I’ve said before that I don’t want to see the O’s trade Britton, but I think they may and should explore trading Brad Brach. I’d be sad if they traded him - I do like our guys - but Brach may make the most sense. They could turn out to be selling high on Brach, if his first half of this season was a peak he’ll never reach again.
Brach may have value to a team who’s looking to improve its bullpen without paying the elite reliever premium in trade or on the free agent market. With two years of control remaining and a $2.9 million estimated 2017 salary, he is easy on the budget, which makes him worth something.
As far as trying to add to the team on the trade market, there’s probably not another Trumbo-type out there for them to pick off from a cheap team this year, unless maybe the Brewers decide to dump strikeout king and 41 tater-masher Chris Carter.
Carter struck out 206 times in 644 plate appearances!

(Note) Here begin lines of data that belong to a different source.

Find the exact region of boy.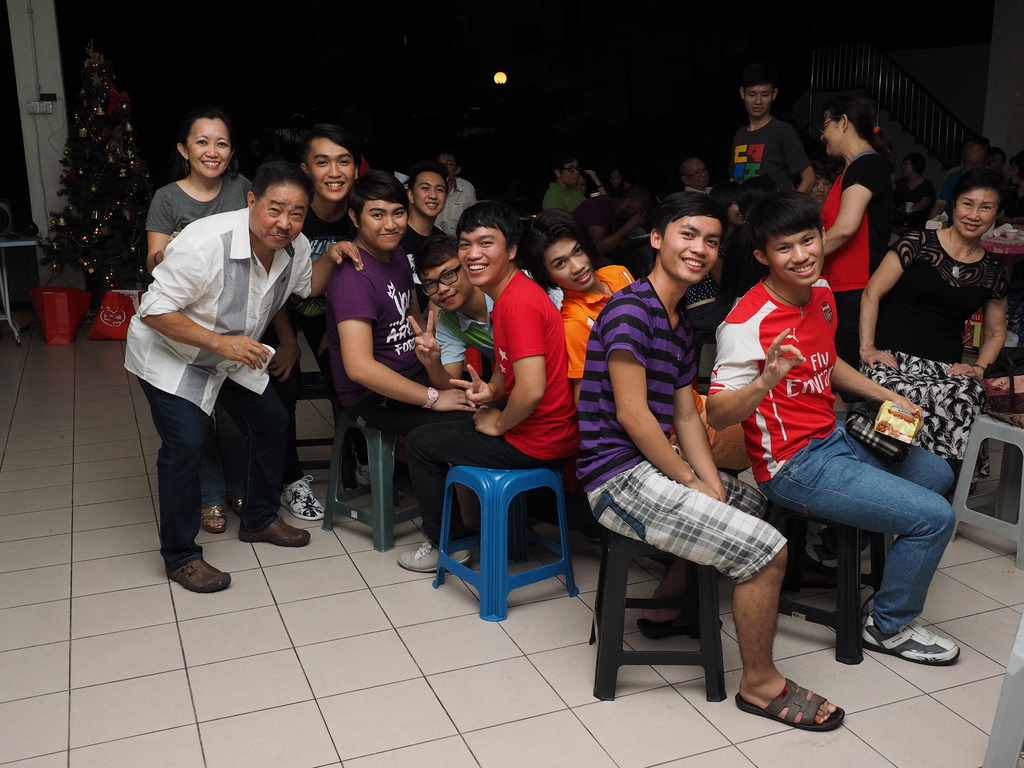
Exact region: pyautogui.locateOnScreen(727, 67, 817, 193).
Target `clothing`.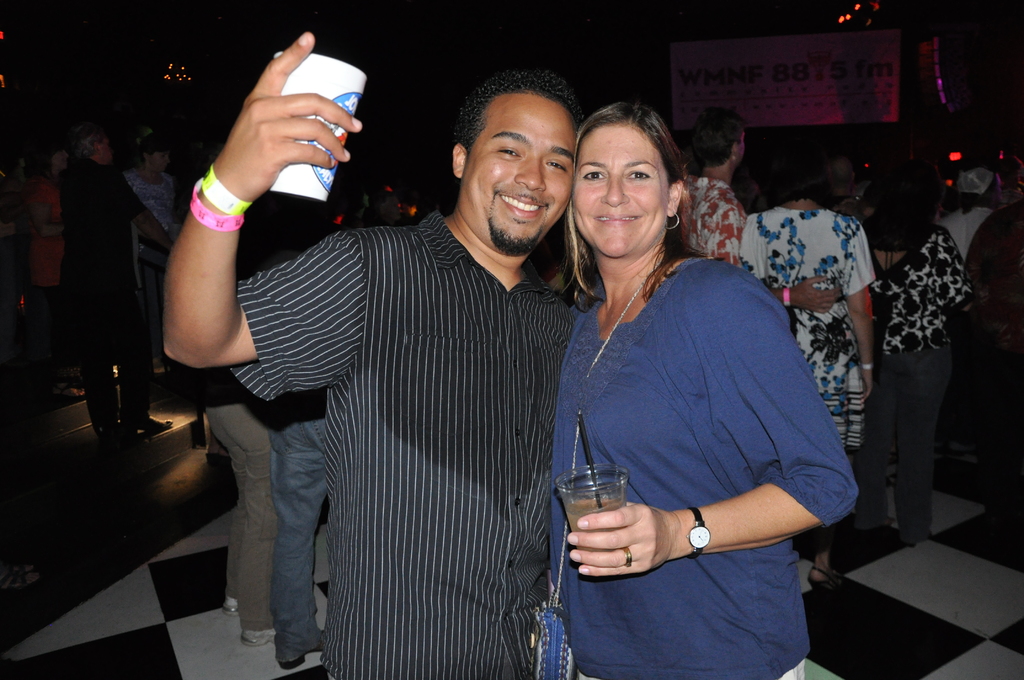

Yikes. He’s practically destined to be an Oriole with qualifications like that. But Carter also walked 76 times so he has a .321 OBP to go along with the dingers. His projected 2017 arbitration salary is about $8 million.

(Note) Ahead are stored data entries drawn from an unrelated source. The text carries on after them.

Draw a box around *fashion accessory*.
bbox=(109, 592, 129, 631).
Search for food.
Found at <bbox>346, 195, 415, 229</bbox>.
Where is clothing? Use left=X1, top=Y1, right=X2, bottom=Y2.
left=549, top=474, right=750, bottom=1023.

In my wild, completely unrealistic trade fantasy, the Oakland Athletics, who previously generously gifted Josh Donaldson to the Blue Jays, will decide to trade Khris Davis, who just hit 42 home runs but only posted a .307 OBP, and the Orioles find a way to pull this trade off without giving up any of what passes for their best prospects, giving the Orioles both Khris and Chris Davis. May they combine to hit 100 home runs.
Summary
The pessimist in me is screaming as I submit this plan, because it relies on what will probably be an erroneous assumption that most of the strengths of the 2016 team will remain strengths no matter what moves are made.

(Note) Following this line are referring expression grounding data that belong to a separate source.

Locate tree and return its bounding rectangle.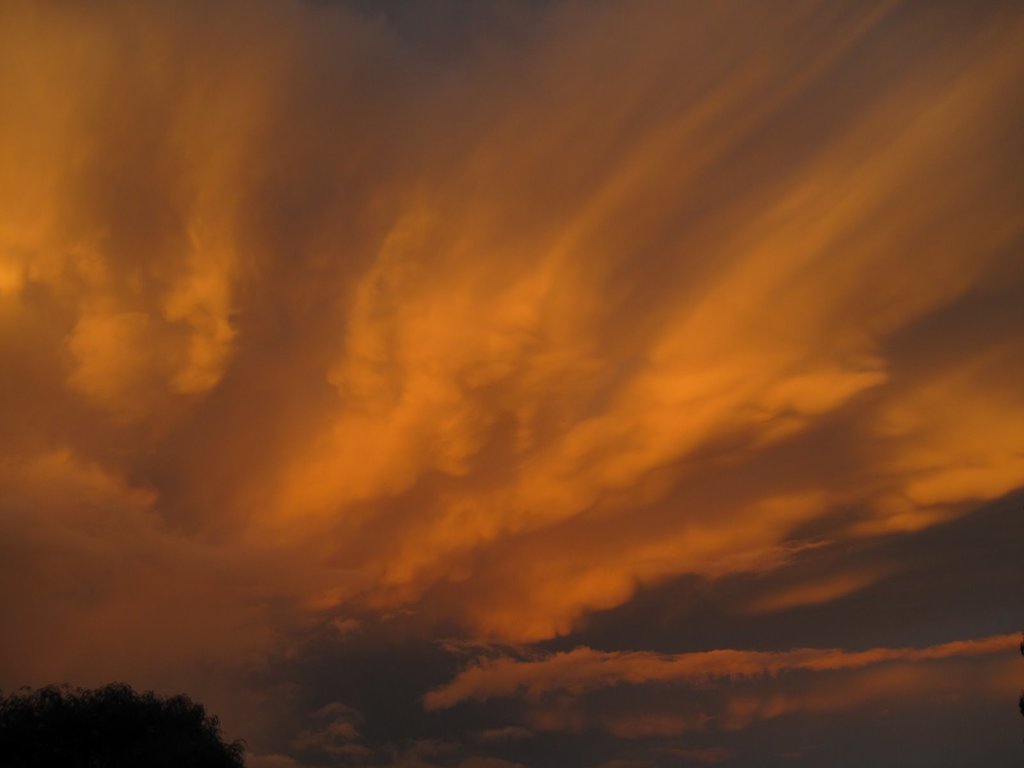
{"x1": 17, "y1": 675, "x2": 259, "y2": 763}.
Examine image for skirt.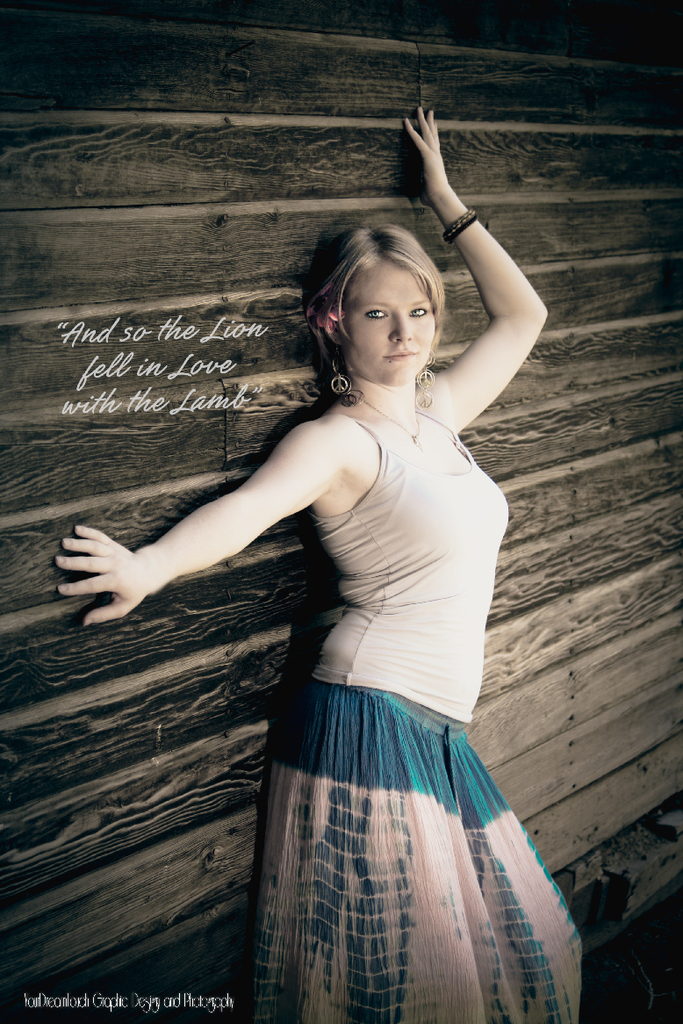
Examination result: BBox(249, 674, 581, 1023).
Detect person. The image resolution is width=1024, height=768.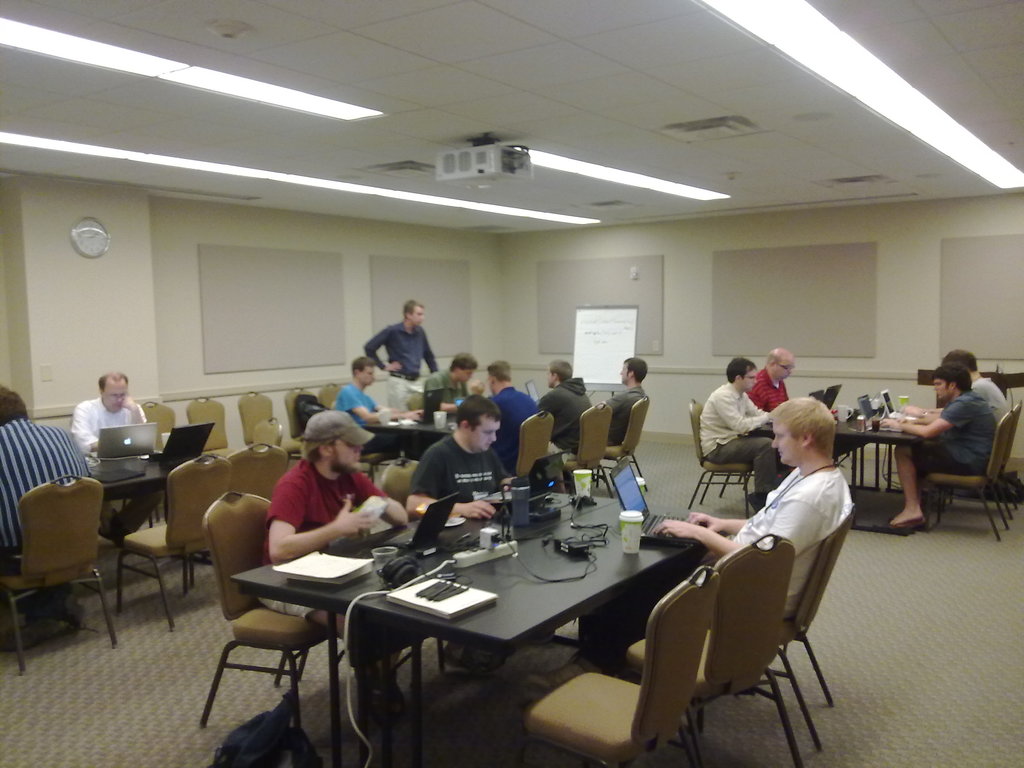
[left=483, top=356, right=536, bottom=474].
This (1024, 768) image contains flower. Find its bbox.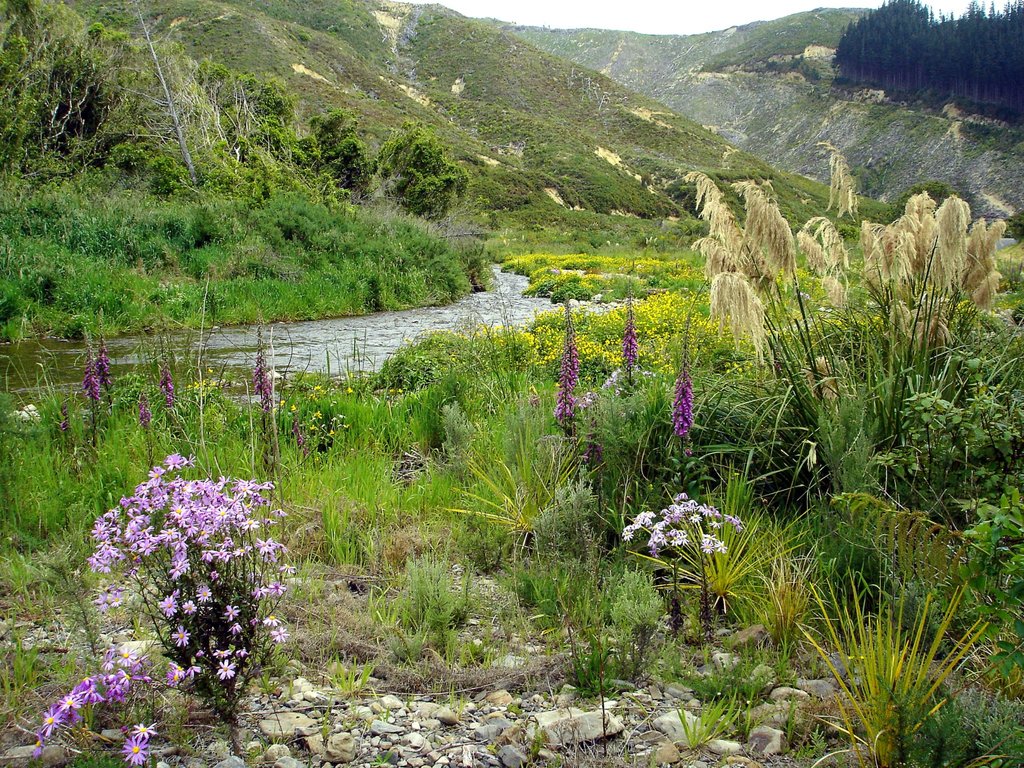
<box>122,736,161,767</box>.
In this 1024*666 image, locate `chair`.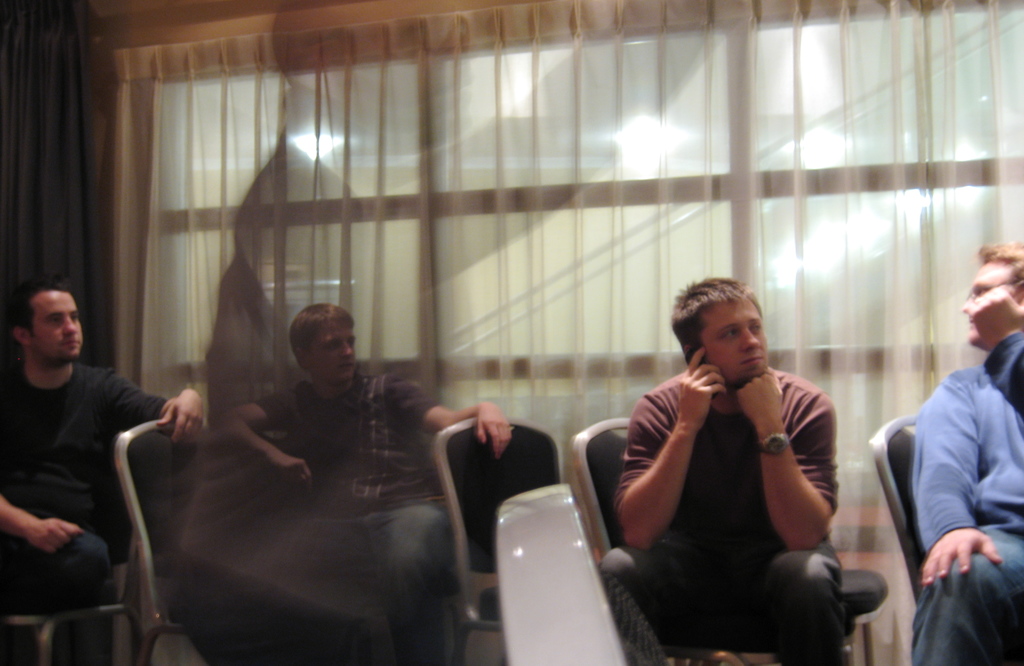
Bounding box: 428, 416, 561, 665.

The Orioles are one major injury away from being completely screwed, or a sudden reversal of Britton’s good fortune away from being up the creek without a paddle. There’s almost nothing they can do about either one of those things in the next five months.
However, at the same time, for all of their flaws, the Orioles did just win 89 games and make the postseason. It’s not completely crazy to think that the O’s might get better and healthier seasons from Adam Jones and Chris Davis than they got this year. Davis just hit 38 home runs when he didn’t even seem to be at his best.
If you’re really feeling optimistic, you might even believe that Wade Miley and Ubaldo Jimenez are capable of performing better than their 2016 season stats would indicate. Which, you know what? They probably are. Whether whatever new pitching and bullpen coach combination unlocks the best of Miley and Jimenez and Yovani Gallardo while keeping the bullpen firing on all cylinders is something we will have to wait to find out.
Even if some parts of the team improve, they’ll still have the feast-or-famine offense, probably with fewer home runs, they’ll still be vulnerable to left-handed pitching, and unless they get really lucky, they’re again going to have a bad outfield defense, which will be a major drag on any hope of improving the starting rotation.
Between the weak free agent market and the O’s apparent lack of payroll space, there’s little to no flexibility to try to address these problems.
This all doesn’t sound like the recipe, on paper, for a successful team. But then, no one thought that in 2012, 2014, and 2016 either, and three times in five years the Orioles proved the haters wrong.
If the Orioles are able to find the right bargains to fill in their catcher and right field positions, they could well do the same in 2017 without having to make a single major change. They have to hope that these things prove to be true because they have no choice but to believe that they will be true.